Just tried the program. So, basically you enter input that you're prompted for, and the program spits out the command. This would be helpful for someone who was completely new and confused about the drop[] command. For others, I would say it has limited usefulness.
Couple of suggestions and comments
1.) Call focus to the text field each time you change the panel around/add new stuff. Saves the user constantly reclicking on the text field each time.
2.) The 'help' section which follows each category is probably the most useful part of the program. You need to do some more work on this. Here are some notes you could use in the 'help' section, about drop[]:
- Animation name: I think this depends on the type of object you drop, if you use a spaceObject. Then the animation relates to the dropped model.
- Weight and volume: these combined factors determine whether the object *accelerates* up, down, or not at all. ie they define the balance between upthrust and weight. (Seems an odd way to do it, but that's what they decided). From memory, a ratio of ~1.2 weight to 1 volume produces 0 acceleration. Note that this is the ONLY way to change the velocity of the drop particle (someone please correct me if i'm wrong, but i think the particle is outside all influences once it has been created). I also think that volume determines the object's size in some part, in addition to the size[] array.
- Rubbing: this is how much the particle is affected by the wind. Sample input for this is between 0 and 1. I find that 0.08-0.1 is a good, moderate effect for smoke and fire.
- Color- you do mention this in the help text, but i would emphasize it: you can have as many RGBA arrays in here as you like; you can have 2 or 20. They are all linearly interpolated, and there is no way to change this which is a bummer. Linearly interpolated just means that the transit time between two colors is always the same.
- Animation phase: An educated guess, but I think this is how drop particles animate in terms of the ratio of frames in the animation. For example, using the array [0,1] will cause the particle to do one complete animation in it's lifetime. Doing [0,1,0] will cause it to animate once, and then once in reverse order, all in the space of it's lifetime. Using [ 0 ] will cause the particle to stay still in it's beginning frame and [ 1 ] will cause it to stay still in it's end frame. NB: This may be complete rubbish of course; someone will correct me if i'm wrong here.
- Random period and intensity. AFAIK, the 'Random Period' is actually a constant value, ie the particle will always switch directions after this many seconds. So, a misleading name. The random intensity is a non-skewed random value between 0 and whatever you set it as.
- OnTimer - use the parameter 'this' in your script to get the particle's position, not the particle itself. Bit of a bummer that.
- Object: the object to 'attach' the particle to. You can use the name of an object, and then specify a model section in the 'position' section of the drop array instead of an [x,y,z] array. For example 'Hlave' which I think someone said was 'torso'. Don't know much about that. You can use "" to signify no object. (NB you can also use "" to signify no animation, no ontimer or ondestroyed events). In this case the [x,y,z] position is not relative but absolute, like setpos.
3.) Some sort of debugger for the drop array might be useful, since ofp has no debugger aside from the in-game one.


> [Your task]: Every line in the records below with the string "axis" needs to be copied out.
━━━ Supplied entries ━━━
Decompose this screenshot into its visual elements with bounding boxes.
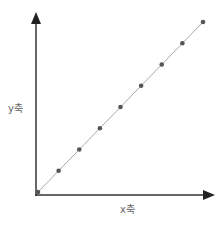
data-point [98,126,103,131]
data-point [118,105,123,110]
data-point [159,62,164,67]
data-series [36,20,206,195]
data-point [201,20,206,25]
data-point [77,147,82,152]
data-point [56,168,61,173]
y-axis-label: y축 [8,100,23,115]
data-point [180,41,185,46]
y-axis-arrow-icon [31,12,41,24]
x-axis-label: x축 [120,201,135,216]
data-point [139,83,144,88]
line-chart [0,0,222,228]
data-point [36,190,41,195]
x-axis-arrow-icon [203,190,215,200]
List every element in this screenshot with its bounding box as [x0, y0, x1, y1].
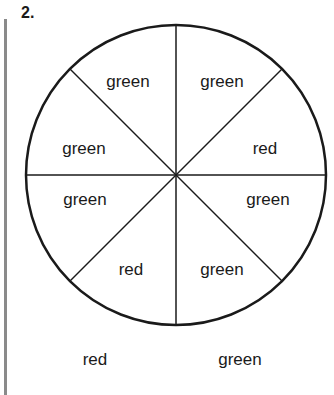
section-label: green	[246, 190, 289, 210]
section-label: red	[253, 139, 278, 159]
section-label: green	[62, 139, 105, 159]
answer-choice[interactable]: red	[83, 350, 108, 370]
section-label: green	[200, 72, 243, 92]
section-label: green	[200, 260, 243, 280]
section-label: red	[119, 260, 144, 280]
section-label: green	[63, 190, 106, 210]
section-label: green	[106, 72, 149, 92]
spinner-circle	[0, 0, 334, 330]
answer-choice[interactable]: green	[218, 350, 261, 370]
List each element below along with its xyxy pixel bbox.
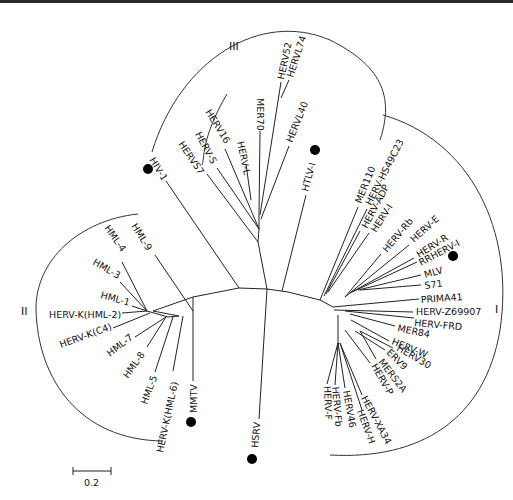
branch-hml-7 bbox=[135, 317, 166, 337]
branch-herv-e bbox=[345, 245, 409, 297]
hsrv-marker bbox=[247, 454, 257, 464]
label-herv-k-c4: HERV-K(C4) bbox=[58, 321, 113, 350]
branch-clade-iii-stem bbox=[258, 242, 267, 289]
label-herv-z69907: HERV-Z69907 bbox=[416, 306, 481, 317]
clade-iii-label: III bbox=[229, 40, 239, 53]
branch-hml-9 bbox=[155, 255, 193, 311]
branch-herv-p bbox=[345, 330, 370, 363]
label-mmtv: MMTV bbox=[188, 384, 199, 413]
branch-hiv-1 bbox=[166, 181, 239, 288]
htlv-i-marker bbox=[310, 145, 320, 155]
label-hml-7: HML-7 bbox=[104, 331, 134, 358]
label-hml-9: HML-9 bbox=[129, 221, 154, 252]
label-herv-k-hml-2: HERV-K(HML-2) bbox=[49, 309, 121, 320]
label-htlv-i: HTLV-I bbox=[299, 161, 317, 192]
label-s71: S71 bbox=[424, 278, 443, 291]
clade-i-label: I bbox=[495, 303, 498, 316]
label-hml-4: HML-4 bbox=[102, 223, 128, 254]
branch-herv-i bbox=[328, 233, 369, 292]
label-herv-k-hml-6: HERV-K(HML-6) bbox=[154, 381, 180, 454]
mmtv-marker bbox=[186, 417, 196, 427]
label-hml-5: HML-5 bbox=[139, 374, 160, 406]
phylogenetic-tree: III II I HERV52 HERVL74 MER70 HERVL40 HE… bbox=[0, 0, 513, 500]
label-hml-8: HML-8 bbox=[121, 349, 147, 380]
clade-ii-label: II bbox=[21, 305, 28, 318]
branch-herv-s bbox=[217, 168, 259, 229]
branch-mer70 bbox=[259, 131, 260, 213]
branch-htlv-i bbox=[282, 195, 306, 291]
branch-erv9 bbox=[355, 331, 385, 350]
clade-ii-backbone bbox=[147, 311, 179, 317]
branch-herv46 bbox=[338, 343, 345, 388]
label-herv-f: HERV-F bbox=[322, 386, 334, 420]
branch-prima41 bbox=[333, 299, 419, 307]
scale-bar: 0.2 bbox=[73, 467, 111, 488]
label-hsrv: HSRV bbox=[249, 421, 262, 448]
branch-clade-iii-stem2 bbox=[258, 229, 259, 242]
label-hml-1: HML-1 bbox=[99, 289, 131, 307]
branch-hervl74 bbox=[281, 80, 289, 98]
branch-hsrv bbox=[259, 289, 267, 419]
branch-hml-5 bbox=[155, 317, 173, 372]
label-hervl40: HERVL40 bbox=[284, 100, 310, 144]
scale-bar-label: 0.2 bbox=[84, 477, 99, 488]
branch-herv-k-hml-6 bbox=[173, 316, 183, 371]
label-mer70: MER70 bbox=[255, 98, 266, 131]
branch-hml-8 bbox=[147, 317, 166, 347]
label-prima41: PRIMA41 bbox=[420, 291, 463, 305]
branch-mer110 bbox=[320, 207, 358, 300]
branch-herv-k-hml-2 bbox=[122, 311, 147, 313]
label-hml-3: HML-3 bbox=[91, 256, 122, 281]
label-herv-l: HERV-L bbox=[235, 140, 253, 176]
branch-herv-xa34 bbox=[340, 343, 362, 395]
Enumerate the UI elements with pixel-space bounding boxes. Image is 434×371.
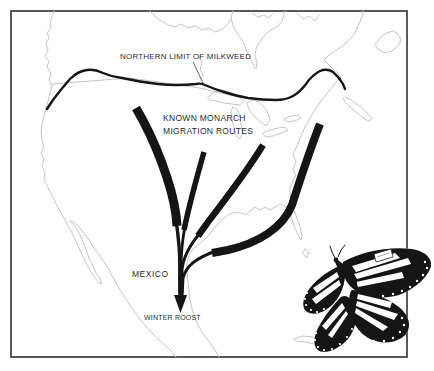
migration-route-east: [212, 124, 320, 253]
lake-ontario-outline: [284, 115, 301, 122]
butterfly-antennae: [330, 245, 345, 258]
arctic-island-outline: [252, 13, 273, 18]
routes-label-line1: KNOWN MONARCH: [163, 113, 246, 123]
lake-huron-outline: [247, 100, 270, 126]
mexico-label: MEXICO: [132, 269, 169, 279]
arctic-island-outline: [297, 13, 319, 21]
routes-label-line2: MIGRATION ROUTES: [163, 126, 253, 136]
nova-scotia-outline: [343, 97, 372, 121]
milkweed-limit: [47, 62, 345, 109]
migration-route-midwest: [198, 145, 263, 236]
milkweed-limit-line: [47, 70, 345, 109]
newfoundland-outline: [376, 31, 401, 53]
migration-route-central: [184, 152, 204, 230]
lake-erie-outline: [263, 127, 288, 137]
bahamas-outline: [303, 249, 309, 258]
west-coast-outline: [41, 11, 176, 357]
winter-roost-arrow-stem: [180, 258, 181, 299]
figure-canvas: NORTHERN LIMIT OF MILKWEED KNOWN MONARCH…: [0, 0, 434, 371]
monarch-butterfly-icon: [303, 245, 431, 352]
winter-roost-label: WINTER ROOST: [144, 314, 201, 321]
arctic-coast-outline: [150, 11, 231, 32]
winter-roost-arrowhead-icon: [174, 295, 187, 313]
butterfly-head: [334, 258, 339, 263]
migration-map-svg: NORTHERN LIMIT OF MILKWEED KNOWN MONARCH…: [0, 0, 434, 371]
northern-limit-label: NORTHERN LIMIT OF MILKWEED: [120, 52, 251, 61]
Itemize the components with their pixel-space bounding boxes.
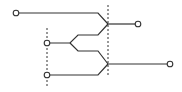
node-in-mid-icon: [44, 40, 50, 46]
connector-paths: [19, 13, 167, 75]
node-in-bottom-icon: [44, 72, 50, 78]
path-top: [19, 13, 108, 24]
path-fork-up: [50, 24, 108, 43]
path-fork-down: [70, 43, 108, 64]
diagram-canvas: [0, 0, 182, 92]
terminal-nodes: [13, 10, 173, 78]
node-out-top-icon: [135, 21, 141, 27]
path-bottom: [50, 64, 108, 75]
node-out-bottom-icon: [167, 61, 173, 67]
node-in-top-icon: [13, 10, 19, 16]
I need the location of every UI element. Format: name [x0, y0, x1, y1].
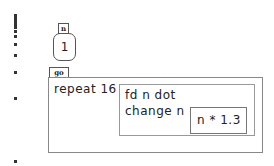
trail-dot: [14, 26, 17, 29]
trail-dot: [14, 160, 17, 163]
command-change: change n: [125, 104, 185, 118]
trail-dot: [14, 30, 17, 33]
repeat-label: repeat 16: [54, 82, 117, 96]
trail-dot: [14, 43, 17, 46]
trail-dot: [14, 35, 17, 38]
repeat-body-box[interactable]: fd n dot change n n * 1.3: [119, 84, 255, 136]
command-fd: fd n dot: [125, 88, 176, 102]
trail-dot: [14, 97, 17, 100]
variable-value-box[interactable]: 1: [53, 33, 76, 61]
trail-dot: [14, 54, 17, 57]
expression-text: n * 1.3: [197, 113, 241, 127]
expression-box[interactable]: n * 1.3: [190, 107, 247, 134]
trail-dot: [14, 71, 17, 74]
procedure-box[interactable]: repeat 16 fd n dot change n n * 1.3: [48, 77, 263, 153]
━━━
> [Answer for this exercise]:
y-axis-label: y축 [8,100,23,115]
y-axis-arrow-icon [31,12,41,24]
x-axis-label: x축 [120,201,135,216]
x-axis-arrow-icon [203,190,215,200]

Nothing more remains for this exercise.